Apparently the story goes that this 20-25 year old bottle was found in 2016(?), which went viral online, and Nintendo wound up sending the guy an unopened SNES anyway. (Plus a bunch of other stuff)
Just the whole contests being offline and straightforward in general.
Nowadays, it’s "enter the code on our website, view the ads, give us your name and email so we can send you more ads and sell your info to other advertisers. Also, you’re not a winner. Buy more [product] and try again!’
I miss the days when your bottle cap said “You won a free 20oz bottle” and you could just hand that to the cashier as if it were cash.
I worked in a grocery store during these promotions. Only the winning bottles had anything printed under the cap, so you could hold an unopened bottle up to the light to see. If you saw text, it was a winner, and I would stash those in the beer cooler for break time.
I know you could peek under the cap that way, but I also recall caps that said “Sorry, try again” or something like that. Maybe those “not a winner” messages were added as a response?
In the summer of 1980 RC Cola was giving cash prizes from the bottle caps of glass bottles. None of it was serious money. I remember five, ten, and twenty five cent winners with maybe a dollar thrown in there every once in a while.
It was pretty exciting for me to find a quarter under my bottle cap. That would buy a candy bar at the time, so sugar rush bonus!
I love the idea of that, but it does not sound very sanitary at all lol.
Edit: Actual quarter or something you could redeem for a quarter?
Oh no. The amount was printed on the underside of the bottle cap. You had to pull out that little plastic gasket to see it. Then you’d exchange the bottle cap for whatever coin from the cashier.
I did always wonder the logistics behind that. Did those businesses get reimbursed from the contest runners? I like the idea of them trading in their piles of caps for cash
Yes, you can find dollar off coupons in stores and the fine print says the merchant will be reimbursed
When I worked at a chain grocery store, a manager would routinely close a register to balance the till, but also remove the coupons which were supposed to be compared to the computer system for accuracy, but mostly just got shoved into an envelope to send in to a regional place to sort by manufacturer and claim the $$$.
That seems like a “only at participating stores” sort of thing, wbere the local owner eats the loss in exchange for more people in the store.
It was actually more profitable for the business to accept the bottle cap because the vendors accepted the bottle caps back and gave them an additional eight cents.
I’m sure that doesn’t seem like a lot but I mean hey you get an extra couple of bucks you make some kids happy everyone wins. Most businesses typically run on net 30 payments anyway so it’s not like it’s a huge ordeal for them to hold on to a couple of bottle caps for a week.
One time I went on a weird streak of one free soda winning me another free soda. It kinda freaked me out, hah.
I had a really long steak of that with scratchers lottery tickets. I bought five $1 scratchers, won a couple dollars, so bought scratchers with them, and just kept doing that. At some point, I cashed in my original $5 because I’d won more than that on a round, but it was a freakishly long streak and I was sad when it ended.
One time I bought a crunch bar in 1993. I won a free crunch bar. So I walked back into the store to redeem it almost immediately after walking out. THAT one won a free crunch bar. And again, I walked right back in and redeemed. THAT ONE TOO won a free chunch bar.
This went on for some time. After like the 6th one I stopped walking out, and just opened the wrapper at the counter. I ended up paying for 1 crunch bar, and walked away with 17.
Nintendo probably also sued him, just because.
I mean, we can assume OP is lying but there is a follow up in the description of the post.
Mine was a joke. I read the post. (For anyone who doesn’t know, Nintendo is very litigious and sues individuals often for piracy. They have the legal right to do so, but other companies kind of ignore the piracy scene. Nintendo is very protective. They are often vicious in seeking punitive damages.)
That’s clearly a game boy, and it seems to be just a third of it.
It’s very odd. To me, it sort of looks like a SNES cartridge, but with a dpad and buttons added.
That’s 100% a GameBoy, and it’s even got Tetris on the screen.
The ME next to it makes me think that maybe you had to get all the bottle-caps to spell the whole name, like GA, ME, and BOY. That’s just a thought though.
Nintendo wound up sending the guy an unopened SNES anyway.
It’s the one no one claimed from the contest.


Try it =>
The number of lines holding the string "pixels" is all that is wanted; count them in the records below.

Records shown =>
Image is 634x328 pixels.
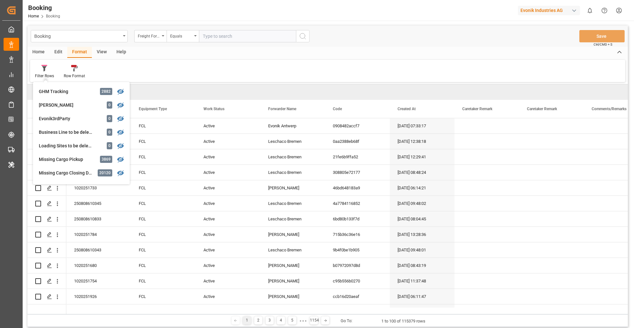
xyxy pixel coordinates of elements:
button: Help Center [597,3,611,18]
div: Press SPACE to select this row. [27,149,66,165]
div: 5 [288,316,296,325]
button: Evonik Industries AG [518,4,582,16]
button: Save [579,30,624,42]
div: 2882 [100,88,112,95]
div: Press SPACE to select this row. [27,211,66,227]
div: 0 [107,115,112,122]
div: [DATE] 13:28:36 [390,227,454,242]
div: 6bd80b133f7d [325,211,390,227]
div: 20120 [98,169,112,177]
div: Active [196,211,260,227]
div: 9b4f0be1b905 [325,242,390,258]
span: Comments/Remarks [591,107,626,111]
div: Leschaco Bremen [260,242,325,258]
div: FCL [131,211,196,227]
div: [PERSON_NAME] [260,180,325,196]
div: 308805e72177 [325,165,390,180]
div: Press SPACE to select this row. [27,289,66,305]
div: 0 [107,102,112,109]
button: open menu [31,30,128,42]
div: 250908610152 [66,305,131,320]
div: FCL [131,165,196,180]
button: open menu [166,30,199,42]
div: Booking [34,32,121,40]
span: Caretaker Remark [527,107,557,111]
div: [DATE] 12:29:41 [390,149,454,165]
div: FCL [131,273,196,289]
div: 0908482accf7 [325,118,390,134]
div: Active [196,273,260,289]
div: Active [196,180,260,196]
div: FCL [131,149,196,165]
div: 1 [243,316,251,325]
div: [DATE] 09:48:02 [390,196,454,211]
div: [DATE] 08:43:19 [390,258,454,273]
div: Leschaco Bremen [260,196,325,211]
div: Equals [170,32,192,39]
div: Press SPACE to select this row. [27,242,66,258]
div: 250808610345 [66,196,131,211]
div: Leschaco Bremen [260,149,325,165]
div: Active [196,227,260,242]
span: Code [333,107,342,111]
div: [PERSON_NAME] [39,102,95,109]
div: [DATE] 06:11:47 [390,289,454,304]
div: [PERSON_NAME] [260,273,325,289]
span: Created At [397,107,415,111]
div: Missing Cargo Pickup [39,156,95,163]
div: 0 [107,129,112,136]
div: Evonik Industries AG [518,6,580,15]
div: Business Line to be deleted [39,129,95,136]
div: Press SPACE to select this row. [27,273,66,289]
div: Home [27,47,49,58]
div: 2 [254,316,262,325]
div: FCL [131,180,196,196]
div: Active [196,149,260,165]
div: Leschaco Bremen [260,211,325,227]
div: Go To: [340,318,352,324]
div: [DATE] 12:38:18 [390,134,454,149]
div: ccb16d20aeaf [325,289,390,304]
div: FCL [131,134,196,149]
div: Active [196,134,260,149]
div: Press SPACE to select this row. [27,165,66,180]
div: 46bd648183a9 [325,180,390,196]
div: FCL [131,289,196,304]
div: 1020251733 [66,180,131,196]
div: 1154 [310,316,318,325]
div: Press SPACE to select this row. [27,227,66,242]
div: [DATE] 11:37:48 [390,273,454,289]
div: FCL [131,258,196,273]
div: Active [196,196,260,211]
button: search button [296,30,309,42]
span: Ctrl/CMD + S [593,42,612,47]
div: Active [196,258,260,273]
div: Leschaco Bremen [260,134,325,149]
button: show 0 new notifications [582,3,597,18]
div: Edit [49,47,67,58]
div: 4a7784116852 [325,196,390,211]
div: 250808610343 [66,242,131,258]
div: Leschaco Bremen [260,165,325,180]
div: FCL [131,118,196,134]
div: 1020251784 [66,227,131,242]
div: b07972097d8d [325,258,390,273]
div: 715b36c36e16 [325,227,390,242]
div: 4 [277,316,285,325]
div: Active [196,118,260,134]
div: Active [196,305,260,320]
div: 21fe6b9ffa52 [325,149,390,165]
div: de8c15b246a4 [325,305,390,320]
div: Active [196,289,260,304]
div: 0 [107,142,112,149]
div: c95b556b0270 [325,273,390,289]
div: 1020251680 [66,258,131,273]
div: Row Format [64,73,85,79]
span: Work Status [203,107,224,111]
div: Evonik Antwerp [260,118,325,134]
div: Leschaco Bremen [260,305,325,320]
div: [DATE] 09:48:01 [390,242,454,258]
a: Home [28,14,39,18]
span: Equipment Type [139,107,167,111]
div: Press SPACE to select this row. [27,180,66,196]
* * *
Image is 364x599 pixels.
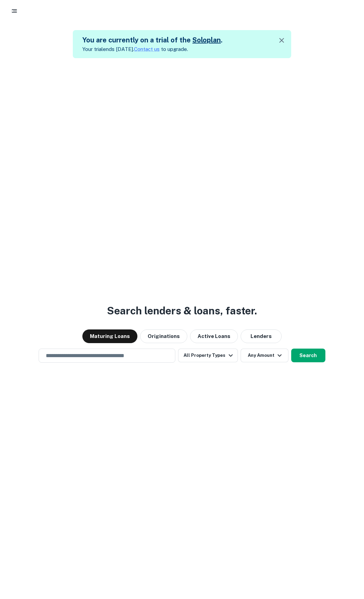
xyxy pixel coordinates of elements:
* * *
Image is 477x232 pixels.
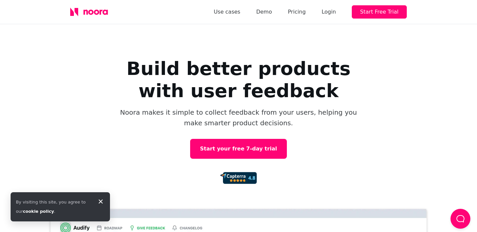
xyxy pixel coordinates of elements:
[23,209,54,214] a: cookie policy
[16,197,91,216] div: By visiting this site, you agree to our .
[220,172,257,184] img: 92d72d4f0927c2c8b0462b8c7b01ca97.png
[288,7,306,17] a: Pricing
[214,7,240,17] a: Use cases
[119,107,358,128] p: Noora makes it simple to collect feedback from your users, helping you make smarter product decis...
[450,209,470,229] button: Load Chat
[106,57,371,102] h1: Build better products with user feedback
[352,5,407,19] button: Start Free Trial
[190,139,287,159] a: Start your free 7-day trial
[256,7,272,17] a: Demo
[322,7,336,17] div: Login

Solution =>
3